Sep 26, 2009

Re-Supply Problems in Afghanistan

Military Supply Line Threatened By Taliban

By Associated Press
September 26, 2009

POL-I-KUMRI, Afghanistan — Growing Taliban influence in northern Afghanistan is threatening a new military supply line painstakingly negotiated by the U.S., as rising violence takes hold on the one-time Silk Road route.

The north has deteriorated over just a few months, showing how quickly Taliban influence is spreading in a once peaceful area. Local officials say the Taliban are establishing a shadow government along the dilapidated road that ultimately could prevent vital supplies carried in hundreds of trucks every week from reaching the military. It also raises the danger that the supplies could end up in militant hands as fodder for suicide attacks.

People in Baghlan and Kunduz provinces complain that international forces, the government in Kabul and aid have passed them by in favor of more troublesome regions. Militants are taking advantage of that resentment, and control by either Afghan or international forces is slipping.

"For the past two to three years, it's deteriorated day by day," said Ahmad Jawid, 43, a car dealer who sat in the shade with a half-dozen friends watching the highway in Baghlan's provincial capital, Pol-i-Kumri. "The people are demoralized."

A young man in the group had an easy smile but spoke bitterly on Wednesday when asked about the Taliban.

"I'm engaged and I can't go to the village of my fiancee," said 23-year-old Farshad, who like many Afghans goes by only one name. The village fell to the Taliban before the wedding could be planned. "I'm going to wait for the situation to get worse or get better. Otherwise I'll have to become a Talib."

Just to the north, Kunduz province is home to the first leg of the highway. The full northern route, which starts in Europe and snakes through Central Asia to Afghanistan, was cobbled together by the U.S. earlier this year after Taliban violence repeatedly disrupted the two main Pakistani routes.

Local officials and analysts say the militants want to show they can control the north and take over the supplies. Taliban militants hijacked two fuel trucks on the highway on Sept. 4, and German forces in Kunduz called in an airstrike by U.S. fighter pilots, saying they feared the trucks could be used in suicide bombings. Thirty civilians and 69 armed Taliban died in the strike, according to a probe by an Afghan presidential commission.

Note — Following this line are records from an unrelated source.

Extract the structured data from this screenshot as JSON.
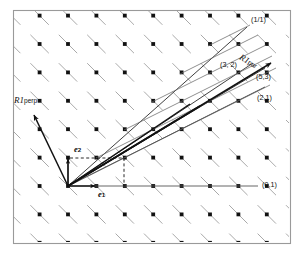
{
  "figure": {
    "kind": "lattice-vector-diagram",
    "background": "#ffffff",
    "ink": "#1a1a1a",
    "frame": {
      "x": 13,
      "y": 10,
      "width": 277,
      "height": 233,
      "stroke": "#9a9a9a"
    }
  },
  "labels": {
    "ratio_1_1": "(1/1)",
    "point_3_2": "(3, 2)",
    "point_5_3": "(5,3)",
    "point_2_1": "(2,1)",
    "point_0_1": "(0,1)",
    "r1_par_name": "R1",
    "r1_par_sub": "par",
    "r1_perp_name": "R1",
    "r1_perp_sub": "perp",
    "e1_name": "e",
    "e1_sub": "1",
    "e2_name": "e",
    "e2_sub": "2"
  },
  "chart_data": {
    "type": "scatter",
    "title": "",
    "xlabel": "",
    "ylabel": "",
    "origin_px": [
      68,
      186
    ],
    "lattice": {
      "dot_spacing_x_px": 28.4,
      "dot_spacing_y_px": 28.4,
      "segment_length_px": 26,
      "segment_angle_deg": -45,
      "dot_color": "#111111",
      "segment_color": "#9a9a9a",
      "cols": 9,
      "rows": 8
    },
    "rays": [
      {
        "name": "(1/1)",
        "slope": 1.0,
        "label": "(1/1)",
        "end_px": [
          247,
          28
        ]
      },
      {
        "name": "(3,2)",
        "slope": 0.6667,
        "label": "(3, 2)",
        "end_px": [
          251,
          64
        ]
      },
      {
        "name": "(5,3)",
        "slope": 0.6,
        "label": "(5,3)",
        "end_px": [
          262,
          76
        ]
      },
      {
        "name": "(2,1)",
        "slope": 0.5,
        "label": "(2,1)",
        "end_px": [
          262,
          89
        ]
      },
      {
        "name": "(0,1)",
        "slope": 0.0,
        "label": "(0,1)",
        "end_px": [
          256,
          186
        ]
      }
    ],
    "vectors": [
      {
        "name": "R1 par",
        "from_px": [
          68,
          186
        ],
        "to_px": [
          272,
          62
        ],
        "arrow": true,
        "angle_deg": 31
      },
      {
        "name": "R1 perp",
        "from_px": [
          68,
          186
        ],
        "to_px": [
          33,
          114
        ],
        "arrow": true,
        "angle_deg": 64
      },
      {
        "name": "e1",
        "from_px": [
          68,
          186
        ],
        "to_px": [
          96,
          186
        ],
        "arrow": true
      },
      {
        "name": "e2",
        "from_px": [
          68,
          186
        ],
        "to_px": [
          68,
          158
        ],
        "arrow": true
      }
    ],
    "legend_position": "none",
    "grid": false
  }
}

"The mere fact that the trucks were hijacked, the mere fact that we had this level of challenge to the government's control and sovereignty to me shows we need an effort here," U.S. Gen. Stanley McChrystal said in a recent news conference.

Kunduz was among the last Taliban strongholds during the 2001 U.S. invasion that drove the Islamic government from power, and — until this year — had been relatively peaceful, despite a largely Pashtun population sympathetic to the militants. That began to change after the Taliban solidified control in the south as U.S. supply lines from Pakistan came under increasing attack.